Fittingly for Fourth of July weekend viewing,
Mystery of the Wax Museum is about a guy who gets screwed over by the
Brits and then comes to America to screw other people over. It's a jam-packed
horror/mystery/action/comedy/newsroom drama/romance/weird tale that never
drags, and I enjoyed it immensely.
Filmmaker Michael Curtiz (The Adventures of Robin Hood,
Angels with Dirty Faces, Yankee Doodle Dandy, Casablanca,
Mildred Pierce, King Creole) only directed a handful of horror
films in an enormous body of work, but two of those horror films (Doctor X, already reviewed on this site, and Mystery of the Wax Museum) were
the last two films made with the two-color Technicolor process, which mixed
red and green dyes to make a reduced-spectrum color image. The heightened,
artificial look of the two-color process fell out of favor with audiences, but
it works well in the context of an expressive horror movie.
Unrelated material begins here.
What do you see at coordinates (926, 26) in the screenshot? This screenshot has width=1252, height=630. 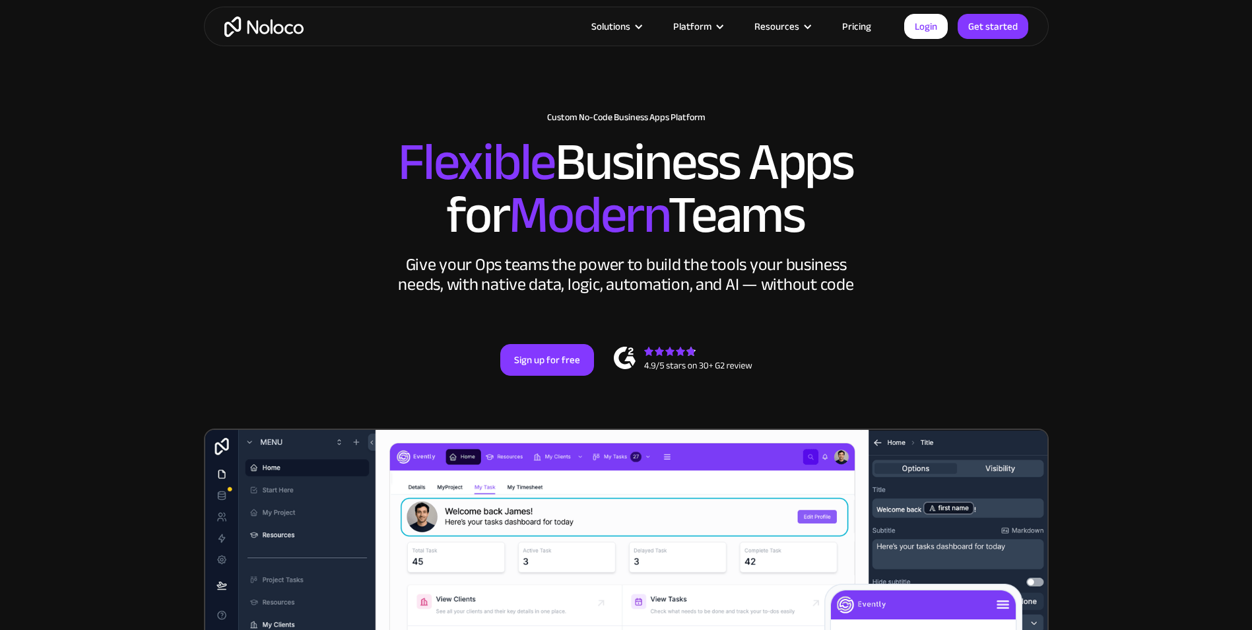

Mystery of the Wax Museum begins with an eccentric wax sculptor from
"the old country," Ivan Igor (Lionel Atwill, great as the villains in
Doctor X and Murders in the Zoo), working in his London wax
museum/studio late at night. He talks to his sculptures and is a little too
intense, but he seems like an otherwise harmless fella. He's visited by an old
friend who has brought an art dealer with him. The dealer is impressed and
says when he returns from a voyage, he'll recommend Igor's work to the
National Museum. Igor is pleased, but his mood quickly turns sour when his
landlord Joe Worth (Edwin Maxwell) turns up and demands the rent. Worth is
pissed because the museum barely makes any money, and Igor is months behind on
the rent. Worth suggests torching the place and splitting the insurance money,
but Igor balks at the idea. Worth sets the place on fire anyway (lots of cool
images of melting wax figures), and Igor and Worth get into a massive
fistfight amidst the burning wreckage of the museum. After Worth knocks Igor
out, he splits and leaves his tenant to die.
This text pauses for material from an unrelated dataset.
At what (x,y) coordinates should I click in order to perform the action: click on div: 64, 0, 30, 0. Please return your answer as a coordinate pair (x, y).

Thirteen years later, both men are living in New York City. Worth is now a
whiskey bootlegger, and Igor, who survived the fire with massive burns on his
arms and legs, is about to open a recreation of his London wax museum in the
Big Apple. Unfortunately, he's now insane. Igor, whose burned hands no longer
allow him to sculpt, has a criminal crew kidnap bodies from the morgue and
sometimes even murder people who resemble his former sculptures. He then
preserves the bodies in wax and displays them in his museum.
To present a respectable front, Igor hires an aspiring sculptor who knows
nothing of his plans, the milquetoast nerd Ralph (Allen Vincent), to assist
with the non-cadaver sculptures. Ralph's girlfriend Charlotte (Fay Wray) looks
exactly like Igor's old Marie Antoinette sculpture, and when Igor gets an
eyeful of Charlotte, an evil plan is hatched. Meanwhile, Charlotte's roommate
Florence (Glenda Farrell) is a wisecracking, fast-talking newspaper reporter
whose investigation into the mysterious death of a young woman named Joan Gale
leads her to the wax museum and serious suspicions about Igor. Florence also
has lots of His Girl Friday-style lighting-quick banter with her
equally wisecracking, fast-talking editor Jim (Frank McHugh). (At one point,
she says to him, "I'm going to make you eat dirt, you soap bubble." When she
blows a raspberry at him, Jim replies, "A cow does that and gives milk
besides." Good times.)
An aside about Glenda Farrell. She also played a fast-talking reporter in the
following year's Hi, Nellie!, leading Warner Brothers to decide she
needed her own fast-talking reporter film franchise, which became the Torchy
Blane series. Warners made seven Torchy Blane movies between 1937 and 1939,
promoting Farrell as a woman who could say 400 words in 40 seconds. Damn,
Hollywood worked its talent like dogs in those days. People had enormous
filmographies.
Back to the wax. Will the lovely Charlotte get waxed on, or waxed off? Will
wealthy playboy George (Gavin Gordon) take the rap for Joan Gale's death
instead of Igor? Will Igor get his revenge on his former landlord? Will an
arrested junkie squeal on everybody? Will Florence and Jim slow their
rapid-fire witty banter enough to get the story printed? Will Igor and his
evil henchmen get their comeuppance? Will Ralph get hip to what's going down?
Curtiz, a journeyman director par excellence, gets lots of creepy, eye-popping
images and excellent performances, including two strong female characters when
the norm in genre pictures of the era (and many other eras) was to have only
one. He's good with the comedy banter, he's good with the closeups, he's good
with the fights and car chases and moments of danger, he's good with the
atmosphere building, he's good with the actors. He's good at making movies,
period. Though this film's remake, House of Wax with Vincent Price, is
more well-known, Mystery of the Wax Museum is a good and good-looking
film in its own right. Fans of '30s horror should definitely give it a whirl.